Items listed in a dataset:
★ ★ ★

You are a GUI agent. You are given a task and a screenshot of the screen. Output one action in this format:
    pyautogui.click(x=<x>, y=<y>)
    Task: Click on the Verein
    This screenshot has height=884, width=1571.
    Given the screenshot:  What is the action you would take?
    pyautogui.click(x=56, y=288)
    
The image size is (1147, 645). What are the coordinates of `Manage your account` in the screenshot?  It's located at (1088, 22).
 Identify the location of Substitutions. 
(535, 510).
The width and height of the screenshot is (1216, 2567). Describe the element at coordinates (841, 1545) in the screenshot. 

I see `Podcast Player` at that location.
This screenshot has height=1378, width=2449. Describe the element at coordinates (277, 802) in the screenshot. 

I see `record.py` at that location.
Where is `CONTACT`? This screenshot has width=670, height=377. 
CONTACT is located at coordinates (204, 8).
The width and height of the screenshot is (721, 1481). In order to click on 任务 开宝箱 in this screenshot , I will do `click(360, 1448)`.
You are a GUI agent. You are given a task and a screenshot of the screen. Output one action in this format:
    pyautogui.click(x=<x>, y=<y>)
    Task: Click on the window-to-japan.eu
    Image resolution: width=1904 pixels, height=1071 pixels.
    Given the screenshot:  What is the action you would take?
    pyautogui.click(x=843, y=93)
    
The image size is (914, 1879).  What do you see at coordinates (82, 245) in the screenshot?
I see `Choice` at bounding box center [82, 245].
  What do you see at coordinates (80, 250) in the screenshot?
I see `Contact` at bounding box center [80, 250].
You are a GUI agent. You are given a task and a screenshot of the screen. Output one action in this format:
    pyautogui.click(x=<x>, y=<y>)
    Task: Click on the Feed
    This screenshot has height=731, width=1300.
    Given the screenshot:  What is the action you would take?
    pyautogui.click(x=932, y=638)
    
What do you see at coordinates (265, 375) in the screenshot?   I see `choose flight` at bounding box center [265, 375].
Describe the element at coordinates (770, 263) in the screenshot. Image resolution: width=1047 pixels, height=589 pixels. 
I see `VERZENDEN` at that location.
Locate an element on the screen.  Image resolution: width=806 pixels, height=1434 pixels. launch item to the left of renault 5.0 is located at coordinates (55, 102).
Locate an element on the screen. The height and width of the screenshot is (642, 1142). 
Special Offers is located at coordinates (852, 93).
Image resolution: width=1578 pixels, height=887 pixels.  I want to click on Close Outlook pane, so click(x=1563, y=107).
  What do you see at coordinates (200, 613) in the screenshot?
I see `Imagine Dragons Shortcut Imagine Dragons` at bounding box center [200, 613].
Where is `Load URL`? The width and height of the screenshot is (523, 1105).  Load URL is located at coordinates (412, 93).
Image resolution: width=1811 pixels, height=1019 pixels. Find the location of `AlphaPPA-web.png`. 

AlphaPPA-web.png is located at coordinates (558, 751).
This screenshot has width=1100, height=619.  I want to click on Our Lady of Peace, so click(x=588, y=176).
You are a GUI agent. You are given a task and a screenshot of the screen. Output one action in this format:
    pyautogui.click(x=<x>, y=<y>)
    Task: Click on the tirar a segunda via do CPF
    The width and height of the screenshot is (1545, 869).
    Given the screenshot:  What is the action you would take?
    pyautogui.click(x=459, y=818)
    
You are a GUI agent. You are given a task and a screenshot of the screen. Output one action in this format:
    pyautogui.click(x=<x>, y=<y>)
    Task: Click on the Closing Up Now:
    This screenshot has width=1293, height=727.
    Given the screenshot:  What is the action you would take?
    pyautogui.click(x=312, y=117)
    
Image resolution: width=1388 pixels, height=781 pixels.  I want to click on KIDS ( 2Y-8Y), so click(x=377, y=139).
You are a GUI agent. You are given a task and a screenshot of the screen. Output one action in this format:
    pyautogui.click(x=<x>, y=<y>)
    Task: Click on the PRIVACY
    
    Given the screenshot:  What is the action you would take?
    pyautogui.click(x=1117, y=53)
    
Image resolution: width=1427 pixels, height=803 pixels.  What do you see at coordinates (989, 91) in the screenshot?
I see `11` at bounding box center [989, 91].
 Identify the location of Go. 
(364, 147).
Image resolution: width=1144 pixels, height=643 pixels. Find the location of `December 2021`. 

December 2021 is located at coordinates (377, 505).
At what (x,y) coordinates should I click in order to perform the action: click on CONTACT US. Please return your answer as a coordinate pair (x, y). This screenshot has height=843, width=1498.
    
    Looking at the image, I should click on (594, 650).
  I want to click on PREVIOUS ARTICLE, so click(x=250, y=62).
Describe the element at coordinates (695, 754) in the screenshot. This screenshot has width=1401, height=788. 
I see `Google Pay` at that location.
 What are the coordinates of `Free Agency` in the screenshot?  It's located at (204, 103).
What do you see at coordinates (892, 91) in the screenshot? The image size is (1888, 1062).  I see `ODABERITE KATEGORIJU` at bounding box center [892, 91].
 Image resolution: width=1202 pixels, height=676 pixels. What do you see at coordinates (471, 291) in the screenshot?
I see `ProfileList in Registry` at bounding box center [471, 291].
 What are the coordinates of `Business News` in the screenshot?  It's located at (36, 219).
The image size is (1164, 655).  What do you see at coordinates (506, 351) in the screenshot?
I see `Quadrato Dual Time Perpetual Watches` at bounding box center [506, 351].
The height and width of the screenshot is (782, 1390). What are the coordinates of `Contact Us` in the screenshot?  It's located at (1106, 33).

★ ★ ★

For each entry above, write out an exact copy.

You are a GUI agent. You are given a task and a screenshot of the screen. Output one action in this format:
    pyautogui.click(x=<x>, y=<y>)
    Task: Click on the Verein
    This screenshot has height=884, width=1571.
    Given the screenshot:  What is the action you would take?
    pyautogui.click(x=56, y=288)
    
The image size is (1147, 645). What are the coordinates of `Manage your account` in the screenshot?  It's located at (1088, 22).
 Identify the location of Substitutions. 
(535, 510).
The width and height of the screenshot is (1216, 2567). Describe the element at coordinates (841, 1545) in the screenshot. 

I see `Podcast Player` at that location.
This screenshot has height=1378, width=2449. Describe the element at coordinates (277, 802) in the screenshot. 

I see `record.py` at that location.
Where is `CONTACT`? This screenshot has width=670, height=377. 
CONTACT is located at coordinates (204, 8).
The width and height of the screenshot is (721, 1481). In order to click on 任务 开宝箱 in this screenshot , I will do `click(360, 1448)`.
You are a GUI agent. You are given a task and a screenshot of the screen. Output one action in this format:
    pyautogui.click(x=<x>, y=<y>)
    Task: Click on the window-to-japan.eu
    Image resolution: width=1904 pixels, height=1071 pixels.
    Given the screenshot:  What is the action you would take?
    pyautogui.click(x=843, y=93)
    
The image size is (914, 1879).  What do you see at coordinates (82, 245) in the screenshot?
I see `Choice` at bounding box center [82, 245].
  What do you see at coordinates (80, 250) in the screenshot?
I see `Contact` at bounding box center [80, 250].
You are a GUI agent. You are given a task and a screenshot of the screen. Output one action in this format:
    pyautogui.click(x=<x>, y=<y>)
    Task: Click on the Feed
    This screenshot has height=731, width=1300.
    Given the screenshot:  What is the action you would take?
    pyautogui.click(x=932, y=638)
    
What do you see at coordinates (265, 375) in the screenshot?   I see `choose flight` at bounding box center [265, 375].
Describe the element at coordinates (770, 263) in the screenshot. Image resolution: width=1047 pixels, height=589 pixels. 
I see `VERZENDEN` at that location.
Locate an element on the screen.  Image resolution: width=806 pixels, height=1434 pixels. launch item to the left of renault 5.0 is located at coordinates (55, 102).
Locate an element on the screen. The height and width of the screenshot is (642, 1142). 
Special Offers is located at coordinates (852, 93).
Image resolution: width=1578 pixels, height=887 pixels.  I want to click on Close Outlook pane, so click(x=1563, y=107).
  What do you see at coordinates (200, 613) in the screenshot?
I see `Imagine Dragons Shortcut Imagine Dragons` at bounding box center [200, 613].
Where is `Load URL`? The width and height of the screenshot is (523, 1105).  Load URL is located at coordinates (412, 93).
Image resolution: width=1811 pixels, height=1019 pixels. Find the location of `AlphaPPA-web.png`. 

AlphaPPA-web.png is located at coordinates (558, 751).
This screenshot has width=1100, height=619.  I want to click on Our Lady of Peace, so click(x=588, y=176).
You are a GUI agent. You are given a task and a screenshot of the screen. Output one action in this format:
    pyautogui.click(x=<x>, y=<y>)
    Task: Click on the tirar a segunda via do CPF
    The width and height of the screenshot is (1545, 869).
    Given the screenshot:  What is the action you would take?
    pyautogui.click(x=459, y=818)
    
You are a GUI agent. You are given a task and a screenshot of the screen. Output one action in this format:
    pyautogui.click(x=<x>, y=<y>)
    Task: Click on the Closing Up Now:
    This screenshot has width=1293, height=727.
    Given the screenshot:  What is the action you would take?
    pyautogui.click(x=312, y=117)
    
Image resolution: width=1388 pixels, height=781 pixels.  I want to click on KIDS ( 2Y-8Y), so click(x=377, y=139).
You are a GUI agent. You are given a task and a screenshot of the screen. Output one action in this format:
    pyautogui.click(x=<x>, y=<y>)
    Task: Click on the PRIVACY
    
    Given the screenshot:  What is the action you would take?
    pyautogui.click(x=1117, y=53)
    
Image resolution: width=1427 pixels, height=803 pixels.  What do you see at coordinates (989, 91) in the screenshot?
I see `11` at bounding box center [989, 91].
 Identify the location of Go. 
(364, 147).
Image resolution: width=1144 pixels, height=643 pixels. Find the location of `December 2021`. 

December 2021 is located at coordinates (377, 505).
At what (x,y) coordinates should I click in order to perform the action: click on CONTACT US. Please return your answer as a coordinate pair (x, y). This screenshot has height=843, width=1498.
    
    Looking at the image, I should click on (594, 650).
  I want to click on PREVIOUS ARTICLE, so click(x=250, y=62).
Describe the element at coordinates (695, 754) in the screenshot. This screenshot has width=1401, height=788. 
I see `Google Pay` at that location.
 What are the coordinates of `Free Agency` in the screenshot?  It's located at (204, 103).
What do you see at coordinates (892, 91) in the screenshot? The image size is (1888, 1062).  I see `ODABERITE KATEGORIJU` at bounding box center [892, 91].
 Image resolution: width=1202 pixels, height=676 pixels. What do you see at coordinates (471, 291) in the screenshot?
I see `ProfileList in Registry` at bounding box center [471, 291].
 What are the coordinates of `Business News` in the screenshot?  It's located at (36, 219).
The image size is (1164, 655).  What do you see at coordinates (506, 351) in the screenshot?
I see `Quadrato Dual Time Perpetual Watches` at bounding box center [506, 351].
The height and width of the screenshot is (782, 1390). What are the coordinates of `Contact Us` in the screenshot?  It's located at (1106, 33).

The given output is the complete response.